Barney ran past her now carrying a frying pan in one hand and a steamer in the other, the shaggy-haired dog bounding by his side. It would have been easier, she felt, for the men to have shouldered the tea chests full of kitchen utensils, but the children had taken it upon themselves to empty them on the rough road below and she hadn’t the heart to stop them. For this seemed indeed a fête day for them …
It was two hours later when one of the men said, with a grin, ‘Well, that’s the lot. You’re all set now, ma’am; and do I understand we’ve been invited down below for a cuppa?’
‘Yes; Mrs O’Connor has been kind enough to make you some tea.’
‘Well, it’ll be very acceptable; so we’ll be away then.’
‘I’ll see you before you go.’
‘Sure. Sure,’ said the man and, followed by the other members of his gang, which now included Barney, Joseph, Davie and Michael O’Connor, they went out of the house, leaving behind only Moira and Biddy. The two girls suddenly became quiet and a little shy; at least, Biddy did. Moira’s silence, Constance assumed, was merely respectful awe of the furniture, for she was walking from one piece to another, fingering it in an appreciative loving way, as if she liked furniture. She turned from the tall black-oak dresser standing against the wall to the right of the fireplace and said, ‘What did you call this again, Mrs Stapleton?’
‘A Welsh dresser.’
‘It’s nice. It’ll look lovely when you get your plates on. It’s a bit like our dresser, but nicer.’
‘Mother will be expecting you down there,’ said Biddy suddenly.
‘Oh yes…Yes, of course. But I’m an awful sight, and so dirty.’ Constance flicked at the specks on her plain blue print dress, then clapped her hands against each other, and as she did so Moira walked slowly towards her, saying casually, ‘Oh, you’re all right; it doesn’t matter what you look like up here. That’s the beauty of it. That’s what Hannah says. Hannah says you could look as dirty as a fiddler’s pack and nobody would notice, but you look all right.’ She smiled disarmingly at Cons
tance, then added, ‘Dad always says you can’t mistake gentry; they can go about in sackcloth, but it doesn’t cover them up.’

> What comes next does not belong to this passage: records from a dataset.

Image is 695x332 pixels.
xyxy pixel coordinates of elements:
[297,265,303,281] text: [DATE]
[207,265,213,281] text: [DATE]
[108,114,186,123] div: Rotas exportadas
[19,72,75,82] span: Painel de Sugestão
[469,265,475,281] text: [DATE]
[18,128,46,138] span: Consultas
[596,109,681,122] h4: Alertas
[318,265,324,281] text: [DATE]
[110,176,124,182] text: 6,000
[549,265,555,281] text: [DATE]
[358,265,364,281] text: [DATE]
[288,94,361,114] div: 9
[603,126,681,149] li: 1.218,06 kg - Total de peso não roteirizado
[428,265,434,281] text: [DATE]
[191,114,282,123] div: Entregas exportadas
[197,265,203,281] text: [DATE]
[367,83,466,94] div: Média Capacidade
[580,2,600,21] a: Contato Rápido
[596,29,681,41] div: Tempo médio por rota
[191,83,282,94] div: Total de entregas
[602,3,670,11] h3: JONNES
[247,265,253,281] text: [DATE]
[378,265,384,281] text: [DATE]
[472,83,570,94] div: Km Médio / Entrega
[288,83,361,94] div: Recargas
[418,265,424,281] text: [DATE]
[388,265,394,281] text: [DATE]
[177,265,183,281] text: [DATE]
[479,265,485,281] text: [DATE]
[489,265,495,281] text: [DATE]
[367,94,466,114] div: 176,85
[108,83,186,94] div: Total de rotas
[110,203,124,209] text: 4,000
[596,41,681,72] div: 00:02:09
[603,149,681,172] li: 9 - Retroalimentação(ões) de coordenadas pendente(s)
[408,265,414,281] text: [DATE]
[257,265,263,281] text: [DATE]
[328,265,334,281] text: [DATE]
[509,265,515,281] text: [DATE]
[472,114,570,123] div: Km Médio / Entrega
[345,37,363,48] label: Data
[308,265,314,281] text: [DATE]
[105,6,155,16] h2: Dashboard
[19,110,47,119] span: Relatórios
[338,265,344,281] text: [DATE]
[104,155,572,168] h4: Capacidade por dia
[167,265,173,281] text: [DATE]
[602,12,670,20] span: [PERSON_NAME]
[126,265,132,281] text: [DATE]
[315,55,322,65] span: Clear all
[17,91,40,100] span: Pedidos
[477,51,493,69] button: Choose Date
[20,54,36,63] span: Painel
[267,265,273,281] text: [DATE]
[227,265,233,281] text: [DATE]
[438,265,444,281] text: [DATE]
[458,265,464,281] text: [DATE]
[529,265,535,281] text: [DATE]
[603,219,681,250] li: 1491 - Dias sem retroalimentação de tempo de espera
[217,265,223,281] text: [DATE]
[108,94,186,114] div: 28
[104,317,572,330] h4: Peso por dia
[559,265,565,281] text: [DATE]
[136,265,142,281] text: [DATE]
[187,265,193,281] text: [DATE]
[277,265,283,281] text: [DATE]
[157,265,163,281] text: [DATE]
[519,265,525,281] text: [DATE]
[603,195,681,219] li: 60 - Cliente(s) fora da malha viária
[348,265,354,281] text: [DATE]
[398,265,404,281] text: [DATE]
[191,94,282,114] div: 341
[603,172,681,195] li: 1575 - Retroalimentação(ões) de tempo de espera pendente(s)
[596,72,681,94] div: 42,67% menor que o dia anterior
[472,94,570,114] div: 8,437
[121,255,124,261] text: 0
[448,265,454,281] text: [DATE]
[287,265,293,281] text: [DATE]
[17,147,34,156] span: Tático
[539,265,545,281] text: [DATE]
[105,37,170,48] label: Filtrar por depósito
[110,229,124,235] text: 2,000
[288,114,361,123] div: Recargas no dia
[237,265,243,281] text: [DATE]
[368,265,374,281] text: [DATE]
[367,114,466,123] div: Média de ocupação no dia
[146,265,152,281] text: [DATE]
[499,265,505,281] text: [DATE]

It was a covert compliment, an Irish compliment. They had likely been talking about her…Gentry indeed. It was nice to be taken for gentry. Or was it? She guessed that Sean O’Connor’s idea of gentry wouldn’t be the same as his wife’s; he would stick the label on anyone with money, and she knew that he was under the impression that she herself was well endowed with the latter.
Going down the hill, Biddy remarked, ‘Your husband will find it all done when he comes back,’ and Constance replied, ‘Yes; yes, he will.’
‘Hannah always says that the best way to get rid of a man is to show him some work; they’re all a lot of lazy—’
‘Our Moira!’ Biddy’s voice came as a high reprimand, and Moira answered quickly, ‘Oh, don’t sweat yourself, I wasn’t goin’ to say anything I shouldn’t. I was just going to say lazy beggars.’ She now glanced sideways up at Constance, and Constance was forced to smile down at her.
‘Is your son still in Switzerland, Mrs Stapleton?’
Biddy had put the question tentatively, and Constance answered her without smiling, saying, ‘No, Biddy; he…he should be in Germany now. I should imagine they’ll be walking in the Black Forest this week.’
The fifteen-year-old Biddy had shown a marked liking for Peter during his visits to the house, and now she wouldn’t see him again before she left for Hexham, where she was to stay with a distant cousin of her mother’s and start work in a local draper’s shop. She was suffering the pangs of first love and Constance didn’t laugh at her, even inwardly.
As they passed through the gap in the wall, it was to see Hannah waddling across the yard carrying a tray, on which was a small teapot and a cup and saucer. She was on her way to Vin’s workshop.